British Agricultural History Society

British Agricultural History Society - please send any responses in first instance to John Broad by email
 
        [July 2001] A recent query from the United States about Farm Cadets in the
       1890s has produced blank faces from those historians I have asked about it.
                      Here is an extract from the email query:
      "In his diary entries, my great uncle Stanley Pettengill speaks of being a farm cadet at
      Battleford in 1896 -97.  Born in Sevenoaks in 1876, Syanley was the son of James
       Pettengill, a London solicitor.  Except for a few years in  Sevenoaks, the Pettengills
      lived in Camberwell, Surrey.  Upon completion of his work as a farm cadet, Stanley
       emmigrated to New Zealand in 1897.  He became a successful farmer in Cheviot.

      I've been puzzling over farm cadets for so long. When I first started looking into it, I
      thought it would be easy -- a government training program for young men bound for
                 Australia, NZ, or Canada.  Or an agricultural college.
      I'm sure Battleford must have been in Sussex, near Battle.  Maybe it was simply the
          name of a farm.  Maybe a farm cadet was nothing more than a hired hand.

      Can you please tell me anything about Farm Cadets?  Was Stanley in a program set
        up by the government to train young men to become farmers in places like New
      Zealand?  Have you heard of Battleford or is it simply the name of a farm, most likely
                             in Sussex near Battle?"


WHAT YOU WILL DO: Which lines below include the string "message"? Please show each one.

SUPPLIED RECORDS:
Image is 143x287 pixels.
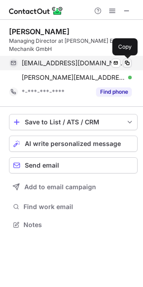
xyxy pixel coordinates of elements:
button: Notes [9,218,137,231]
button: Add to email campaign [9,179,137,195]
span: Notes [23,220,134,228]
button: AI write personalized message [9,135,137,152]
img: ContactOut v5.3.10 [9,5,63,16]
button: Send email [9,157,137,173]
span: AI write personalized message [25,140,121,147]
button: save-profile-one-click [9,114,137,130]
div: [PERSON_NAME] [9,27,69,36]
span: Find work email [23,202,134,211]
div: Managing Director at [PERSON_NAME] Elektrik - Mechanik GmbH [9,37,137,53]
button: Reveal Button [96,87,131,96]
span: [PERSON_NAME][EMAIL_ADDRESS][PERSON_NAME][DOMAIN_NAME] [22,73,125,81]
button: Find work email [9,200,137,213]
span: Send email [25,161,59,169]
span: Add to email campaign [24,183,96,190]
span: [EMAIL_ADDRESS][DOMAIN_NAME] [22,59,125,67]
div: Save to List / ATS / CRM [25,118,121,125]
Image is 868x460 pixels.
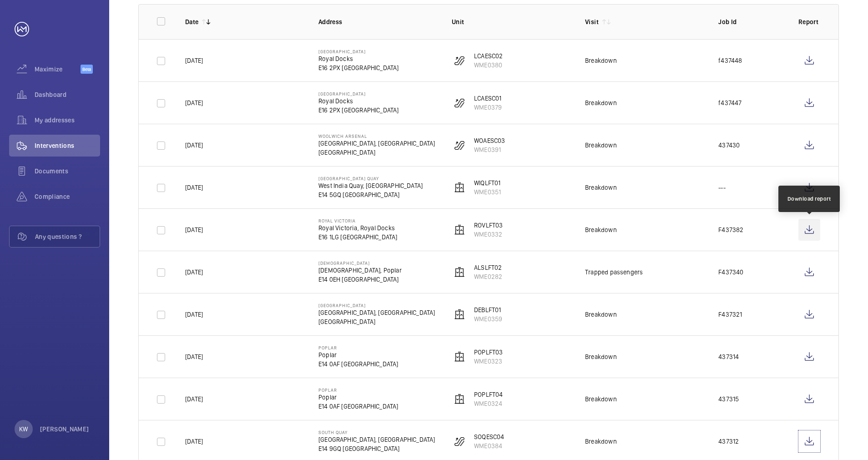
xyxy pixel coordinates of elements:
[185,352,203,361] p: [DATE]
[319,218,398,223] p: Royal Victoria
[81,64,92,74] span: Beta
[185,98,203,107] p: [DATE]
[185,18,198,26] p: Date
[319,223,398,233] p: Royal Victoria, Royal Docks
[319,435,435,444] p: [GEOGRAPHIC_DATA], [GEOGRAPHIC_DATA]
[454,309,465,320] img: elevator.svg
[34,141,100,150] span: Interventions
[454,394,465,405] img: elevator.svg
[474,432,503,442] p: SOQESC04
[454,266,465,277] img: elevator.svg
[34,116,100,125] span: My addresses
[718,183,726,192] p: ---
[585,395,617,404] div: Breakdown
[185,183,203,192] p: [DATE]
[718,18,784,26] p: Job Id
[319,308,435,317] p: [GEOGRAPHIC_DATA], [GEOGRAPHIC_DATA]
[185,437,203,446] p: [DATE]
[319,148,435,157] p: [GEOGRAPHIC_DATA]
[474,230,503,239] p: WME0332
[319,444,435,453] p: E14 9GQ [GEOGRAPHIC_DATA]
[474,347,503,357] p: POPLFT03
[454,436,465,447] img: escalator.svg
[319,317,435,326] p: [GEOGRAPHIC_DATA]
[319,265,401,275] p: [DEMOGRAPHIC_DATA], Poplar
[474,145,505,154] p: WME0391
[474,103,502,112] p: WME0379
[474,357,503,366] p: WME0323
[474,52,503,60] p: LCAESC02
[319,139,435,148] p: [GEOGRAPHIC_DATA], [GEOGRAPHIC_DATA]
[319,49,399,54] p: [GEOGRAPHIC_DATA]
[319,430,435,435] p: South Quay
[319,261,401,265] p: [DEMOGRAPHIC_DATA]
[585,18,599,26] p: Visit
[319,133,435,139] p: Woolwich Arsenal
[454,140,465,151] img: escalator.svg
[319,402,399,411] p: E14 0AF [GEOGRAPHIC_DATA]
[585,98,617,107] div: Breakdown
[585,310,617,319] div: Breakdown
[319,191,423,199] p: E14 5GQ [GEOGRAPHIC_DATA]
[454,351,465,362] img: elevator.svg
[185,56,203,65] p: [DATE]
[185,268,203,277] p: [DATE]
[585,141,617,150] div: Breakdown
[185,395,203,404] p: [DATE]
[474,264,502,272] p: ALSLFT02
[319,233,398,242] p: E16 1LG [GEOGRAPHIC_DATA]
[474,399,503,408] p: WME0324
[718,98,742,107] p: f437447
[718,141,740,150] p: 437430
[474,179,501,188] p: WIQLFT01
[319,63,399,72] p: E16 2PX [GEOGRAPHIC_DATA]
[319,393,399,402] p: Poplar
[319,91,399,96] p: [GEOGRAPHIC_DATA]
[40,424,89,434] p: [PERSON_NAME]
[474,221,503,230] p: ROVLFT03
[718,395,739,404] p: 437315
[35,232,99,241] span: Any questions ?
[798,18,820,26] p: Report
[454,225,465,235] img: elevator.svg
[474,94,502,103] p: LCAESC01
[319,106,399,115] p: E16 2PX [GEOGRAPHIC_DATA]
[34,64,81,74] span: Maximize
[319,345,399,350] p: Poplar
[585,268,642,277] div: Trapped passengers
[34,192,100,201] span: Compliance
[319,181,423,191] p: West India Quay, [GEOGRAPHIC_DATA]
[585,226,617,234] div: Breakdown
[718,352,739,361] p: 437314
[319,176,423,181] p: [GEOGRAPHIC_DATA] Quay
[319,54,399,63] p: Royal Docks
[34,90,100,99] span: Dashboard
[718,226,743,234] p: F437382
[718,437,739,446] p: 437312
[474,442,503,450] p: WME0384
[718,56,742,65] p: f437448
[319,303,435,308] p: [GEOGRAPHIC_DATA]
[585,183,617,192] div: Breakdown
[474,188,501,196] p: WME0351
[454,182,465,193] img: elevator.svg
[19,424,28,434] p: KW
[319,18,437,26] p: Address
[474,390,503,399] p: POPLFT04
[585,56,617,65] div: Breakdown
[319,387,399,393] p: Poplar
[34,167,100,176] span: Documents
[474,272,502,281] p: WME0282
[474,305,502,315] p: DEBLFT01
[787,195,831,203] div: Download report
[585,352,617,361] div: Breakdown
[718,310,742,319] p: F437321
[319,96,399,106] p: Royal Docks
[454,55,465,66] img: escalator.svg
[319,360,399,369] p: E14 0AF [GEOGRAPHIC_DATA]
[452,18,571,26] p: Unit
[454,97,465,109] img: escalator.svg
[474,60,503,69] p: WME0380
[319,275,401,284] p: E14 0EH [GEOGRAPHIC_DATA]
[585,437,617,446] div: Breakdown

REPLY TO THE TASK:
button: AI write personalized message [9,135,137,152]
span: AI write personalized message [25,140,121,147]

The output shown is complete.